Co-presented by The Galleries at the John L. Warfield Center for African and African-American Studies
Free for students and Contemporary Austin Members; otherwise free with museum admission
Event will be held on the outdoors roof deck at the Jones Center on Congress Avenue
Join us on the rooftop for a conversation between artist Wangechi Mutu; Heather Pesanti, Senior Curator at The Contemporary Austin; and Kanitra Fletcher, Curatorial Assistant for Modern and Contemporary Art at the Museum of Fine Arts, Houston, where Mutu’s art is also on view.
Hear from Mutu about recent developments in her artistic materials, processes, and inspirations, and her ongoing interests in representations of the black female body and labor. The panel will consider Mutu’s work within the context of the artist’s trajectory and recent art histories.
About the Panelists
Learn more about artist Wangechi Mutu and her exhibition at The Contemporary Austin here.
Kanitra Fletcher is curatorial assistant in the Department of Modern & Contemporary Art at the Museum of Fine Arts, Houston, where Wangechi Mutu’s A Trinity is on view in the On Common Ground exhibition until February 4, 2018. Fletcher also is curator of video art for Landmarks, the public art program of The University of Texas at Austin, and a doctoral candidate at Cornell University, researching aesthetics and avant-gardism in black American modern art.
As Senior Curator of The Contemporary Austin, Heather Pesanti has organized monographic exhibitions of the artists Marianne Vitale, Robert Therrien, and Monika Sosnowska, including current projects by John Bock and Wangechi Mutu. In 2015, she organized the museum’s largest exhibition to date, Strange Pilgrims, a fourteen-artist, thematic exhibition on experiential art that engaged three venues. In 2014, Pesanti was paired with the artist and critic Robert Storr as joint visiting critics in the Viewpoint speaker series at The University of Texas at Austin. Prior to Austin, Pesanti was Curator at the Albright-Knox Art Gallery in Buffalo, New York, for five years.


(What needs to be done): Check each line of the records below for the word "with" and copy those where it appears.

========================================

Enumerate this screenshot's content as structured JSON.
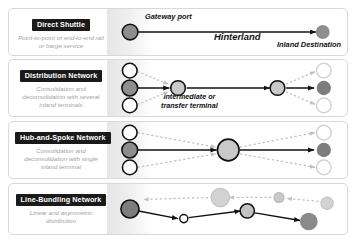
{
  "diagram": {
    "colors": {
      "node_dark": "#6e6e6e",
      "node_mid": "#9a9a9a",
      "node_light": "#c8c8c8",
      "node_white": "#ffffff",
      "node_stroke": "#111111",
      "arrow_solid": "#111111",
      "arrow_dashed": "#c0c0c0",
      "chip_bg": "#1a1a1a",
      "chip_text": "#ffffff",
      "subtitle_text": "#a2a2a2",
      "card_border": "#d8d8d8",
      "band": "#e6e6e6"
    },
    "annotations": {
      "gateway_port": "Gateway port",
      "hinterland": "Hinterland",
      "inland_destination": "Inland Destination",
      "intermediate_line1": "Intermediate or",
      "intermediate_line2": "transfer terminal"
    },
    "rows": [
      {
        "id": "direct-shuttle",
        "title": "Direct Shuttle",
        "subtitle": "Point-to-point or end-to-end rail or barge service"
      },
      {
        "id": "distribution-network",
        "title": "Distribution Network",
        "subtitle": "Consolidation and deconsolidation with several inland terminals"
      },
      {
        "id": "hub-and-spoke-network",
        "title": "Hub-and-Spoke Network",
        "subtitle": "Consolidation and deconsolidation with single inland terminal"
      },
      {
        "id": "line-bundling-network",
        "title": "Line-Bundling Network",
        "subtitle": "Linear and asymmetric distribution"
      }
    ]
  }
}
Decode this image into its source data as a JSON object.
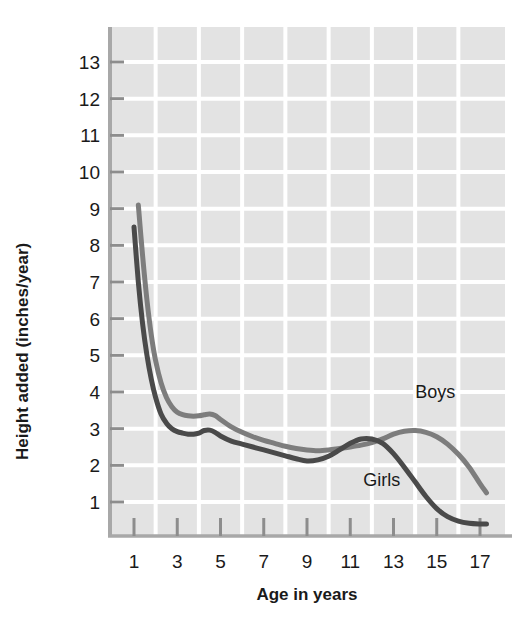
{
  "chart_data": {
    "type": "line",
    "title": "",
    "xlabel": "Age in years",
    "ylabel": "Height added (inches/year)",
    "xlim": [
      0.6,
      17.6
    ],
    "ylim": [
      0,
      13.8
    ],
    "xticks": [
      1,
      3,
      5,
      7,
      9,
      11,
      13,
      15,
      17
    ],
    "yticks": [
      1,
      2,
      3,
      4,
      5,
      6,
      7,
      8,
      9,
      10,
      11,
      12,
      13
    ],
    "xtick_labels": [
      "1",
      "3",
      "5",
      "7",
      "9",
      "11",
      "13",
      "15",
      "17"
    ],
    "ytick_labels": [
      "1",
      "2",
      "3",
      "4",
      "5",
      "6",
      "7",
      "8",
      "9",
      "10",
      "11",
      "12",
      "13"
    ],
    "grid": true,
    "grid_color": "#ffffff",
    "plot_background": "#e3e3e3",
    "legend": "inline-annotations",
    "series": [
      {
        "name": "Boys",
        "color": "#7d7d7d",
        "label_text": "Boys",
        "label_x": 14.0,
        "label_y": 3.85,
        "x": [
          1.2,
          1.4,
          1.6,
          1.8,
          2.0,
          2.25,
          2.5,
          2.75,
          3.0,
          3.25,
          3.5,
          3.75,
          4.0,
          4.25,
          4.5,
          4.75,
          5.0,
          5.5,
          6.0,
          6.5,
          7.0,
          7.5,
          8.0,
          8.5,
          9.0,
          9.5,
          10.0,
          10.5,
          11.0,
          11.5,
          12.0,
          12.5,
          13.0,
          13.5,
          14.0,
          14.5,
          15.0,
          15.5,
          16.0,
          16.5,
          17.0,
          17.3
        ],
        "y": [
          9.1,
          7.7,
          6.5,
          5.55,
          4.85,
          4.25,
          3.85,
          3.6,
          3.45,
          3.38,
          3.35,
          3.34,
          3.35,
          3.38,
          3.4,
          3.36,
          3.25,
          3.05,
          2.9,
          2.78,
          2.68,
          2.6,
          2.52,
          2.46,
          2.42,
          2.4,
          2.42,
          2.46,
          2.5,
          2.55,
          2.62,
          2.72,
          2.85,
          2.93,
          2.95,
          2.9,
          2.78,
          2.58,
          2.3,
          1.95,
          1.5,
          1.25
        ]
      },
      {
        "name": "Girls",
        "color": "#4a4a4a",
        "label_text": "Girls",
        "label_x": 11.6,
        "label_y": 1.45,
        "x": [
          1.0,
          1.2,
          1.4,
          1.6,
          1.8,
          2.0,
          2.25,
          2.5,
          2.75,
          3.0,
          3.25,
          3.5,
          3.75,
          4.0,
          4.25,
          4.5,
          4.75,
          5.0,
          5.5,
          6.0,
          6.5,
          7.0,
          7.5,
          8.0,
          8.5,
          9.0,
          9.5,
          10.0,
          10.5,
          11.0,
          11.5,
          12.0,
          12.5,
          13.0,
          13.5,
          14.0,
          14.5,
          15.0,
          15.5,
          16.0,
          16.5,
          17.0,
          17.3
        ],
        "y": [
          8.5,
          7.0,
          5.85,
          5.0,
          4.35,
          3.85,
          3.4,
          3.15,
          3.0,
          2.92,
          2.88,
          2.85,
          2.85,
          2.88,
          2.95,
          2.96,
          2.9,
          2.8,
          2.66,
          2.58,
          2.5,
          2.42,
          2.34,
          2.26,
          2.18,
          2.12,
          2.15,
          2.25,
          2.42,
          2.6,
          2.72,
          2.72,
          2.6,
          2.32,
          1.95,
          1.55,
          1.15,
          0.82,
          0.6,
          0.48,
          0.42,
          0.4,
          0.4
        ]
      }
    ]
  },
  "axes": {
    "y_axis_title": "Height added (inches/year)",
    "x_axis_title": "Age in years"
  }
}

========================================

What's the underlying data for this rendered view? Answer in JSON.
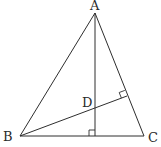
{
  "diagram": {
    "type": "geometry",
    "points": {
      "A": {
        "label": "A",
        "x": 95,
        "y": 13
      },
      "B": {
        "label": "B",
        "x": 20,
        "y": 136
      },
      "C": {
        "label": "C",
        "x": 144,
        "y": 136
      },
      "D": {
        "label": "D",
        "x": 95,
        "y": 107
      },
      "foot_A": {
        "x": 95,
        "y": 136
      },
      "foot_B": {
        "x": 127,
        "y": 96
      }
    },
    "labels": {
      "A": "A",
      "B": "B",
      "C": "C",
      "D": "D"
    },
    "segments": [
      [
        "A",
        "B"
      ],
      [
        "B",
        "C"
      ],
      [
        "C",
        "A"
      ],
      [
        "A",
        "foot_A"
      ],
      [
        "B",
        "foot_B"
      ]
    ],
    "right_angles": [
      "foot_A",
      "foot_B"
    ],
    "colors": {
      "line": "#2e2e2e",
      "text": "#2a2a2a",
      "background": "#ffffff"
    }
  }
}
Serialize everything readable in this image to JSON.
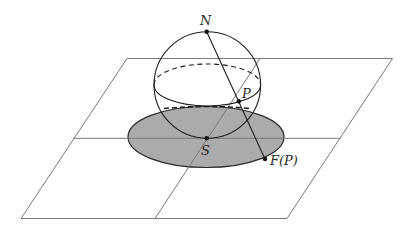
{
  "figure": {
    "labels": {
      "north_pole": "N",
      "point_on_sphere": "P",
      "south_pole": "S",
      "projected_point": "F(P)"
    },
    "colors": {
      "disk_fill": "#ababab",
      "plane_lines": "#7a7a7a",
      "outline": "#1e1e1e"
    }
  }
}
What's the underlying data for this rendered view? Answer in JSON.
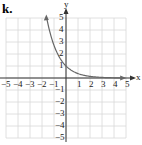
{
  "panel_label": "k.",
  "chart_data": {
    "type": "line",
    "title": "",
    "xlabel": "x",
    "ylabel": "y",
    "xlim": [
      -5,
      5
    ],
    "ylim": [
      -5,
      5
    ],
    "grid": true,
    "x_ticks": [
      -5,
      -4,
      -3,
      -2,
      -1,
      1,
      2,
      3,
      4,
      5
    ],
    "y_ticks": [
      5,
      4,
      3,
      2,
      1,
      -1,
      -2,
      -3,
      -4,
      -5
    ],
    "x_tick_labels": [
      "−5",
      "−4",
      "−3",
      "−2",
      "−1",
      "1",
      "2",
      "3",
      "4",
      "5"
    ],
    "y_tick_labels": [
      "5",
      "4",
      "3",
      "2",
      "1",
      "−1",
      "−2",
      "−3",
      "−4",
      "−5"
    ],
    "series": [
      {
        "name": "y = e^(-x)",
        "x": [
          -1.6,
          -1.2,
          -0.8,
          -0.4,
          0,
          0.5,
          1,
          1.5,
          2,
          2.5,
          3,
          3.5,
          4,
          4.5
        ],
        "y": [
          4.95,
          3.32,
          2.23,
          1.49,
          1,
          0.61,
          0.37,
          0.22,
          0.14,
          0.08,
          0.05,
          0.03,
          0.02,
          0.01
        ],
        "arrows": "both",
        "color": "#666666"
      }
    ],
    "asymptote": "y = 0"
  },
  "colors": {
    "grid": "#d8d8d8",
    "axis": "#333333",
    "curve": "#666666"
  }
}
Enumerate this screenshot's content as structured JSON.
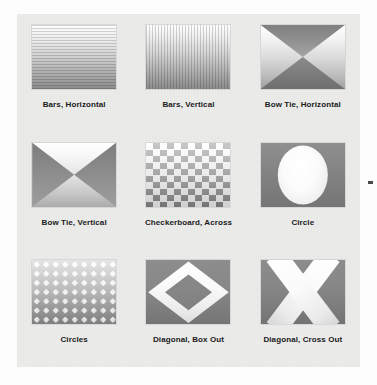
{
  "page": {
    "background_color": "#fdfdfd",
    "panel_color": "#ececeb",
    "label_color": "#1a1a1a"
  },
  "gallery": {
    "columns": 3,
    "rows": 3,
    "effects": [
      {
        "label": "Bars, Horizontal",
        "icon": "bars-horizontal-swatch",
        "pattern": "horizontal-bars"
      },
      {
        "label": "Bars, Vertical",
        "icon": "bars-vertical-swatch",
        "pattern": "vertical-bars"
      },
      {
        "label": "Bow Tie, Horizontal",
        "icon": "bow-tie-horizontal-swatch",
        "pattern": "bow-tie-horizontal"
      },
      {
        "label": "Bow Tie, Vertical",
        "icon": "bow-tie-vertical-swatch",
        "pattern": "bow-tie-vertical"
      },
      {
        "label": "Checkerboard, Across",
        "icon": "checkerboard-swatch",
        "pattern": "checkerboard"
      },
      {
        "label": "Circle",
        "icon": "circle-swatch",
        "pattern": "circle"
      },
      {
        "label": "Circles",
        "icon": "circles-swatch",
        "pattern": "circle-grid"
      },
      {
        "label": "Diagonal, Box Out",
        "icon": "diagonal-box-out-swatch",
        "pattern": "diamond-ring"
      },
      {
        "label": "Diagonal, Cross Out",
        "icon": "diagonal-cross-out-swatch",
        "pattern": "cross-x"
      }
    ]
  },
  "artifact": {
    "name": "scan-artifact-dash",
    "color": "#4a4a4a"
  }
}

========================================

(Answer section):
        "subtitle": "Consolidation and deconsolidation with several inland terminals"
        "subtitle": "Consolidation and deconsolidation with single inland terminal"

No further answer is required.